The Gap Into Power: A Dark and Hungry God Arises
“That’s not my fault,” Nick put in amiably. “I told you—the mother of that brat went crazy. You might call it a mutiny of one. I got her back under control—but she was crazier than I thought. She escaped again.”
As if Nick hadn’t spoken, Vestabule continued, “On more than one occasion you have promised to fulfill your part of the agreements. But you have not done so. You have accepted our demand for recompense for the difficulties you have caused us. But you have not provided that recompense. This is not honorable trade.”
Nick sharpened his grin. “You aren’t listening. I said she escaped again. I had her locked up, but she got out. That’s the only reason you didn’t get what I promised you. She reprogrammed the ejection pod.”
“That,” the emissary pronounced flatly, “is not our concern.”
“The hell it isn’t.” Nick feigned a little anger. It came easily, but it was pure charade. He was having too much fun to be angry. “She did that—I didn’t, I wasn’t trying to cheat.
“And now it’s out of my hands. The Bill has the pod. He’s got the ‘human offspring’ you’re so eager for. And there’s nothing I can do about that. You’ve goddamn revoked my credit-jack, so I can’t buy the brat back. You’ve left me helpless, and now you want to hold me accountable for it. You say you want me to honor my bargains. I say trying to do business with you is like eating shit.”
“Captain Succorso—” Vestabule made a gesture that appeared to have no meaning. It may have been intended to placate Nick, or threaten him. Or it may have been merely a neural atavism.
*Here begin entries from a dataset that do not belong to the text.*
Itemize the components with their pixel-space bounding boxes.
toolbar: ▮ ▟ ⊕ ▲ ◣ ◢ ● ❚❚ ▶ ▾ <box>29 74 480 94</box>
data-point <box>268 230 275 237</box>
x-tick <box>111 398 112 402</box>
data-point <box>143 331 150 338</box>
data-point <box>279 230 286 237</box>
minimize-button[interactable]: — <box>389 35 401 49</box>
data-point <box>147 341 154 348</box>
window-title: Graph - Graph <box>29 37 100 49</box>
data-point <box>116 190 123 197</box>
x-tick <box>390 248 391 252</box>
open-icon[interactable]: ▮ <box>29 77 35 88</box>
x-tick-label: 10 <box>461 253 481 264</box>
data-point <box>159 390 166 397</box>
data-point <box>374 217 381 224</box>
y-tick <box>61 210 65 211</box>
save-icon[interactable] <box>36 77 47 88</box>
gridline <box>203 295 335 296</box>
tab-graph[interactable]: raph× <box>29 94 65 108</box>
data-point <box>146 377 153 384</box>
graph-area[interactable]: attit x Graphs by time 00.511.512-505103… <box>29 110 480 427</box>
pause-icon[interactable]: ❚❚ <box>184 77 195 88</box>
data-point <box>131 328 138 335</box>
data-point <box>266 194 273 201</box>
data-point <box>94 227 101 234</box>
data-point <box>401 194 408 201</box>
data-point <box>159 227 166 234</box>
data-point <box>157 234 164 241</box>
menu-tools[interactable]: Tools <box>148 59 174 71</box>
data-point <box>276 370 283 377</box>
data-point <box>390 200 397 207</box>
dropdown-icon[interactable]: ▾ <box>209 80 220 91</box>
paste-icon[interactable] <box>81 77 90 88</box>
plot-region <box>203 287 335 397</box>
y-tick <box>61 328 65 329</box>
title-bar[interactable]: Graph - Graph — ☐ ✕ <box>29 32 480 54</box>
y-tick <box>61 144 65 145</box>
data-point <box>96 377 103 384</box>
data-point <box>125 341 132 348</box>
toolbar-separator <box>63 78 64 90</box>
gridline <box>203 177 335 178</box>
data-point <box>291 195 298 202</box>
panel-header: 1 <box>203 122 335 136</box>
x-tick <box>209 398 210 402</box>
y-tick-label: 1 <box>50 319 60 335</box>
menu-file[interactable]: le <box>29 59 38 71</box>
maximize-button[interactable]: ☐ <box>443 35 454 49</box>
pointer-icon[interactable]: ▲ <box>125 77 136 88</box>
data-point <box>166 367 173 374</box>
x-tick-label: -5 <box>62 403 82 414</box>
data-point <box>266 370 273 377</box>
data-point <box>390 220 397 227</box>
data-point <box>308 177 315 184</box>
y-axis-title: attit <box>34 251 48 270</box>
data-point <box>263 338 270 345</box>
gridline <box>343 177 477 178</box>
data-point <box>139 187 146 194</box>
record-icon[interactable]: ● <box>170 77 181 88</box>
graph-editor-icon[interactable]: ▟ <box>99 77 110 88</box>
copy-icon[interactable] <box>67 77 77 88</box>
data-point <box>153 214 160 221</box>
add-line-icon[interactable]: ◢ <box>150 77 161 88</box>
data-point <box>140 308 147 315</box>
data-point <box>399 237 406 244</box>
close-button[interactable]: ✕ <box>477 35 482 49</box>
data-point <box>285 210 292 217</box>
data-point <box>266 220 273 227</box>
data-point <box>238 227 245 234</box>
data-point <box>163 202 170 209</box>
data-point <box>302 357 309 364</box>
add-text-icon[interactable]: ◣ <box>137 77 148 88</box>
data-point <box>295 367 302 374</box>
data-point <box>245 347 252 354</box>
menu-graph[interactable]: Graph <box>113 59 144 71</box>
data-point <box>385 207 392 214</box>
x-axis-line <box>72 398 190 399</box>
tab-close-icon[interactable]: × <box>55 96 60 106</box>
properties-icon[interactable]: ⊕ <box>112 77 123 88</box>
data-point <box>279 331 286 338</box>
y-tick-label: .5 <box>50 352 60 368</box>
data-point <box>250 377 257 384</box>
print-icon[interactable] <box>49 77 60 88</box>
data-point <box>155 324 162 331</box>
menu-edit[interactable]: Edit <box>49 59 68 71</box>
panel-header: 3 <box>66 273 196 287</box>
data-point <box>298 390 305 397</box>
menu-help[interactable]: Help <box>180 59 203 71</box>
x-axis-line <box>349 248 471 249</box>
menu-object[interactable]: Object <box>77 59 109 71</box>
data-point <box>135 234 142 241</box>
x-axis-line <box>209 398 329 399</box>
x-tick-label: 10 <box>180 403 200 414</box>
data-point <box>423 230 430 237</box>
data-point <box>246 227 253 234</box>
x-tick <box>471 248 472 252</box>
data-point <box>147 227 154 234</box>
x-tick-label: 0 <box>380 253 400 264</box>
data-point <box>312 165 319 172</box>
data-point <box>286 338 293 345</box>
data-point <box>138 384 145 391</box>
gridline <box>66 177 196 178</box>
“Keep listening!” Nick interrupted, bringing up more anger to disguise what he was about to do. “I’m not fucking done!
“I traded with you honorably. I gave you my blood. Then you wanted to change the deal. You wanted that brat. You offered me gap drive components in exchange. So I gave you the brat. And you gave me faulty components. Damn near killed me in the gap.” The louder and more angrily he spoke, the more his body relaxed. “I can only think of three explanations.
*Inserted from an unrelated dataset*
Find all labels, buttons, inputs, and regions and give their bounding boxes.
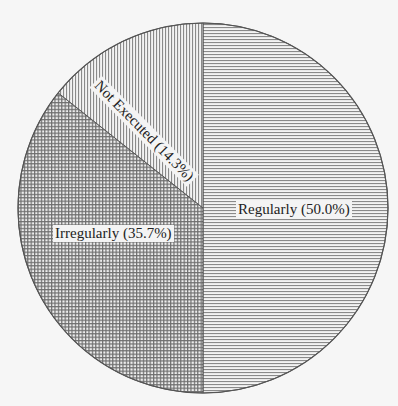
slice-label-irregularly: Irregularly (35.7%) xyxy=(53,225,174,242)
slice-label-regularly: Regularly (50.0%) xyxy=(236,201,352,218)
“Remember,” he warned, “this is being recorded. If you mess with me, Operations is going to hear it.
“One”—he held up his index finger—“you were planning to cheat me right from the beginning. You think I’m immune to your fucking mutagens, and you want me dead so I can’t pass my immunity along.
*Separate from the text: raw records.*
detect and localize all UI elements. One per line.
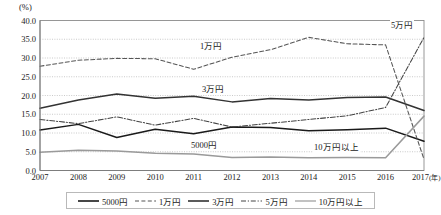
series-label-ichiman: 1万円 [199, 41, 223, 52]
legend-item[interactable]: 1万円 [135, 195, 181, 207]
legend-label: 1万円 [159, 195, 181, 207]
legend-item[interactable]: 5000円 [78, 195, 128, 207]
legend-swatch-5000円 [78, 197, 99, 205]
series-label-sanman: 3万円 [201, 84, 225, 95]
legend-label: 5万円 [265, 195, 287, 207]
legend-label: 3万円 [212, 195, 234, 207]
series-label-juman: 10万円以上 [313, 142, 360, 153]
series-label-goman: 5万円 [390, 20, 414, 31]
legend-item[interactable]: 5万円 [241, 195, 287, 207]
legend-item[interactable]: 10万円以上 [295, 195, 364, 207]
legend-swatch-5万円 [241, 197, 262, 205]
legend-item[interactable]: 3万円 [188, 195, 234, 207]
legend-label: 5000円 [102, 195, 128, 207]
legend-swatch-10万円以上 [295, 197, 316, 205]
series-label-gosen: 5000円 [190, 140, 218, 151]
legend-swatch-3万円 [188, 197, 209, 205]
legend-swatch-1万円 [135, 197, 156, 205]
legend-label: 10万円以上 [319, 195, 364, 207]
plot-area [0, 0, 441, 215]
line-chart: (%) 40.035.030.025.020.015.010.05.00.0 2… [0, 0, 441, 215]
chart-legend: 5000円1万円3万円5万円10万円以上 [66, 192, 375, 209]
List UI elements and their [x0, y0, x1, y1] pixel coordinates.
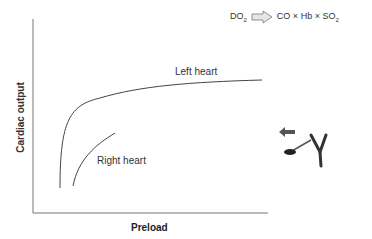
left-heart-label: Left heart — [175, 66, 217, 77]
slingshot-icon — [279, 127, 326, 166]
y-axis-label: Cardiac output — [15, 78, 26, 158]
left-heart-curve — [60, 80, 262, 188]
right-heart-label: Right heart — [97, 155, 146, 166]
chart-svg — [0, 0, 372, 239]
x-axis-label: Preload — [131, 222, 168, 233]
“Two”—he waggled his middle finger at the emissary—“you decided to cheat me after Morn took over my ship. Punish me for letting one of my own people trick me. And make sure she didn’t get away with it.”
Ransum and Sib watched as if they were about to be sick. Vector’s round face revealed nothing. But Liete’s eyes were shining again, and Karster looked like he could almost understand what Nick was doing.
“Three—are you still listening, Vestabule?” Nick’s hand closed into a fist. “This is the explanation I really like. You were using me to test those components for you. You’ve figured out a way to use tach to generate acceleration, and you wanted me to see if it worked.
“Now it’s your turn,” he rasped like the blade of a knife. “Give me a reason why I shouldn’t relay this recording to Operations whether you threaten me or not.”
Vestabule showed no disconcertion. He may have been incapable of it. On one side of his face, his human eye blinked like an appeal. On the other, his Amnion teeth were bare and brutal.
“Relay it,” he replied simply. “Your first explanation will cause your death. Your own kind will kill you to discover the nature of your immunity. Your second will appear only logical and reasonable to such men and women as inhabit Billingate. And your third will not be believed. If we possessed the technology you describe, we would have more reliable means of testing it.”
“More reliable,” Mikka put in unexpectedly, “but not cheaper. Your manufacturing methods are too expensive. You might not be able to afford the dozens or even hundreds of probes or ships you could lose trying to calibrate the parameters.”
Her support surprised Nick without pleasing him. He’d already given up on her: he didn’t want her help now.
In any case, Vestabule ignored her. He kept his dislocated gaze fixed on Nick. “Captain Succorso, I repeat—relay your recording if you wish. Your threats have no meaning to us. I”—again he appeared to grope for a word—“recognize them. They are bluffs. Empty of substance. I waste time listening to them.
“Now you will listen to me.” His Amnion arm made another indecipherable gesture. “If you do not honor your agreements with us, you and your ship are forfeit. We will take you and your people and your ship, and leave you nothing.
“The Bill will not defend you. He will be given a plain, honorable account of our actions. And we have the means to prevent you from defending yourself. If we choose, we can paralyze you completely.”
“How?” Nick demanded.
“You must deliver to us the human offspring called Davies Hyland,” Vestabule continued as if he hadn’t heard. “You must deliver to us the woman who cheated us, his mother. If you do not, we will take all you have in restitution.”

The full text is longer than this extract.